# Biexciton in one-dimensional Mott insulators

**Authors:** T. Miyamoto, T. Kakizaki, T. Terashige, D. Hata, H. Yamakawa, T., Morimoto, N. Takamura, H. Yada, Y. Takahashi, T. Hasegawa, H. Matsuzaki, T., Tohyama, and H. Okamoto

arXiv: 1907.13338 · 2019-11-05

## TL;DR

This paper demonstrates that long-range Coulomb interactions in a one-dimensional Mott insulator stabilize biexcitons, with experimental and theoretical evidence showing their formation and spectral signatures, advancing understanding of photoexcited states.

## Contribution

It reveals the role of long-range Coulomb interactions in stabilizing biexcitons in a 1D Mott insulator through combined experimental and theoretical analysis.

## Key findings

- Long-range Coulomb interactions stabilize biexcitons.
- Spectral evidence of exciton-biexciton transition.
- Theoretical simulations confirm the necessity of four-site interactions.

## Abstract

Mott insulators sometimes show dramatic changes in their electronic states after photoirradiation, as indicated by photoinduced Mott-insulator-to-metal transition.

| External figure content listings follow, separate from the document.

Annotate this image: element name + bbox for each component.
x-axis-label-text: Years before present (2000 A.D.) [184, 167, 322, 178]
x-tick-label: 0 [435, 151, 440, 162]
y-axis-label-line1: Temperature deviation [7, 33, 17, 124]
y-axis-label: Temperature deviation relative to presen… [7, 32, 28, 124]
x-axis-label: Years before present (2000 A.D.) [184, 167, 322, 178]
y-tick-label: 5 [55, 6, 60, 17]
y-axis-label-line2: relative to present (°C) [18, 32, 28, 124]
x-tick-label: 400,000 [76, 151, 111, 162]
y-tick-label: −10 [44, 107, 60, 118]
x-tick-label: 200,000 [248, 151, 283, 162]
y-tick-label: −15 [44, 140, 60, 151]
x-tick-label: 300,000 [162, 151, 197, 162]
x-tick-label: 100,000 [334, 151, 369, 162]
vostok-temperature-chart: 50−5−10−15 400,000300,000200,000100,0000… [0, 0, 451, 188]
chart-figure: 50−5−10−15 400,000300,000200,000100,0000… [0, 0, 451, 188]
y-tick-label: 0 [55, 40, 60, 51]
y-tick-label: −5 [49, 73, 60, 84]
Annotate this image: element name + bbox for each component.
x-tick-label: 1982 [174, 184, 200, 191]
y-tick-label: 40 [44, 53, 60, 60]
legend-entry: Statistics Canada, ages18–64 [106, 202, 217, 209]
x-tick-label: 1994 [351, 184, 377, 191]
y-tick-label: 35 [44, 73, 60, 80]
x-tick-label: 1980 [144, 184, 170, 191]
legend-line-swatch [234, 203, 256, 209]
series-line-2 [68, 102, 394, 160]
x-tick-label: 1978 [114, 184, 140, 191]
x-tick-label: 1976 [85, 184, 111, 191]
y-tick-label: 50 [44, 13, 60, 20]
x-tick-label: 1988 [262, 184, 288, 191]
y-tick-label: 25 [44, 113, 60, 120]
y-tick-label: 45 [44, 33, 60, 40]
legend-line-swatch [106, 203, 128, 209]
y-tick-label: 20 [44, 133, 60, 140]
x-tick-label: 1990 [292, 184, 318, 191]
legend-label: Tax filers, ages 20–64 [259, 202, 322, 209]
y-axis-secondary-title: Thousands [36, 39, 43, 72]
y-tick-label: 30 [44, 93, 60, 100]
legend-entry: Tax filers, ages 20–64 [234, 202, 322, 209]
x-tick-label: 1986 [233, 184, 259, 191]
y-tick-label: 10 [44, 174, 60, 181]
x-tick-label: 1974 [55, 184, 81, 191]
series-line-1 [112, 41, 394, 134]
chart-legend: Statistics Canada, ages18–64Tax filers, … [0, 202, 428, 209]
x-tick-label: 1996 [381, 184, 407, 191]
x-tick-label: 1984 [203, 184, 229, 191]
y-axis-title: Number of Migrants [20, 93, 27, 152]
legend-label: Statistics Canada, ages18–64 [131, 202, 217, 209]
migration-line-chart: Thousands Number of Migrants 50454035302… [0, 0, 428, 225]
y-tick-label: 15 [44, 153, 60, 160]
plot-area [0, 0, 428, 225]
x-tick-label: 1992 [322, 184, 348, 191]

In the photoexcited states of Mott insulators, electron wavefunctions are more delocalized than in the ground state, and long-range Coulomb interactions play important roles in charge dynamics. However, their effects are difficult to discriminate experimentally. Here, we show that in a one-dimensional Mott insulator, bis(ethylenedithio)tetrathiafulvalene-difluorotetracyanoquinodimethane (ET-F2TCNQ), long-range Coulomb interactions stabilize not only excitons, doublon-holon bound states, but also biexcitons. By measuring terahertz-electric-field-induced reflectivity changes, we demonstrate that odd- and even-parity excitons are split off from a doublon-holon continuum. Further, spectral changes of reflectivity induced by a resonant excitation of the odd-parity exciton reveals that an exciton-biexciton transition appears just below the exciton-transition peak. Theoretical simulations show that long-range Coulomb interactions over four sites are necessary to stabilize the biexciton. Such information is indispensable for understanding the non-equilibrium dynamics of photoexcited Mott insulators.